It’s a truth universally acknowledged that the least gay sport is ice hockey and the least gay ‘gay’ movie is Kevin Smith’s loved and hated 1997 indie rom-com Chasing Amy. Take this pivotal scene: in an ice hockey stadium parking lot, a man with a goatee, sporting a plaid-shirt-over-white-tee combo is slut-shaming a woman with a pinned-up blow-dry and a leather jacket. Today, this couple seem to have no erotic chemistry or date-appropriate clothing. But this was the 90s – when representations of ‘youth’ were dominated by the super-clean fantasies of Friends and Sex And The City.
During this lovers’ row, cis-het Holden (Ben Affleck) harangues queer Amy (Joey Lauren Adams) over her past threesomes with men and women until she cries out that she was “an experimental girl” until he “sated” her. This is one of many lines marking Chasing Amy as written by a cis-het man with a saviour-dick complex. Watching it, you wonder what Smith (who also made the 1994 cult film Clerks), a trailblazer of mumblecore, stoner comedy, could have been thinking. In a new documentary superfan Sav Rodgers – a trans male filmmaker – tries to find out. Or rather, he tries to try. As Sav examines the original movie’s controversial power over his life, Chasing Chasing Amy emerges as a baggy, amiable yet frustrating film, with a sting in its limp tail.
The form of Chasing Chasing Amy – memoir meets fan film meets cultural history – is promisingly novel, but suffers from too much artless truth on the one hand (Sav’s love story with girlfriend Riley) and Kevin Smith’s disingenuous ‘I’m just a bro’ act on the other. The problem lies partly in its premise, for Sav was saved by watching Chasing Amy, back when he was a suicidal teenage girl, and partly it lies in the decision by Sav, a bright, gentle person – but not a scintillating character per se – to put his own life on film. The talking head interviewees can’t pull apart Chasing Amy without seeming to give Sav a kicking. This is a film that suffers from too much sensitivity and no attack – until it explodes from an unexpected quarter.
Everyone in the film appears gagged by anxiety around LGBTQ representation, except Sav’s hero, Smith.
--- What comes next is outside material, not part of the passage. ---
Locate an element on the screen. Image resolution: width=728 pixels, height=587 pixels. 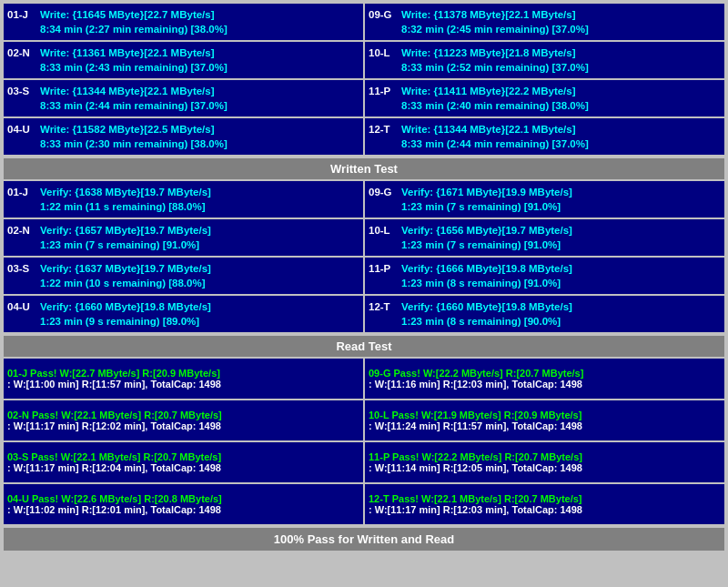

One claim Smith makes is that he wanted to “whip in some gay content for my [gay] brother” – casually betraying his sense of entitlement. The mouthy, chaotic charm of Chasing Amy places it alongside Spike Lee’s Do The Right Thing and the lesbian Go Fish – films famed for voicing alternatives to dominant white and straight culture. But scenes like the one where Holden and Amy compare dick versus tongue penetration, and Amy demonstrates a bizarre, spread-fingered form of fisting, are written from a profoundly hetero imagination. Sav, however, is far too awed to query Smith’s prurient ham-fisting of the queer experience. Nor does he offer nuanced, detailed insight into why Amy’s fluid sexuality offered him a framework for his identity.
The only eloquent and critical voice, here, is Go Fish writer Guinevere Turner, whose “emotional romance” with Kevin Smith’s creative partner, Scott Mosier, inspired Chasing Amy. Turner is a gem and a highlight is listening to her talk about the beginnings of lesbian indie movie-making, but Turner’s closeness to Mosier and Smith appears to have dampened her “decades of dyke rage” against the film. However, all is not lost, for, finally, in true indie spirit, the very hesitancy of Sav’s interview technique allows an ugly truth to emerge.
Subtext has a funny way of insinuating itself into a gap. Much of the film’s unintentional entertainment comes from watching Smith’s friends stepping around the turd of Smith’s icky immaturities. But it’s with the arrival of ‘Amy’ – Joey Lauren Adams – that we slide beneath Smith’s baseball cap-wearing, puppy-eyed mea culpa schtick.
Once Adams is seated beside Smith, tilted away from him, her mistrustful body language tells a different story to the one she once spouted for the original movie’s publicity about him loving women. Without spoiling anything, it’s sufficient to say that ‘Amy’ herself exposes the sickness of the straight white male ‘chase’. Hers is the flaming torch that any non-cis-het person might be expected to take up. Instead, Sav switches focus to Harvey Weinstein, who selected Chasing Amy as a Miramax film. Weinstein becomes a convenient monstrous shadow, dwarfing revelations about Smith’s behaviour. He is the bête noir that allows Rodgers’ film to end in a vaguely victim-y, vaguely hopeful space.
By making this film about his identity, Sav Rodgers is obliged to dish the truth. There’s no one definitive queer person or queer movie, but an LGBTQ perspective can include humour, irony, empathy and rage against hypocrisy, heteronormative or otherwise. It’s hard to take down your heroes, but it’s disappointing that Rodgers never once raises his fist.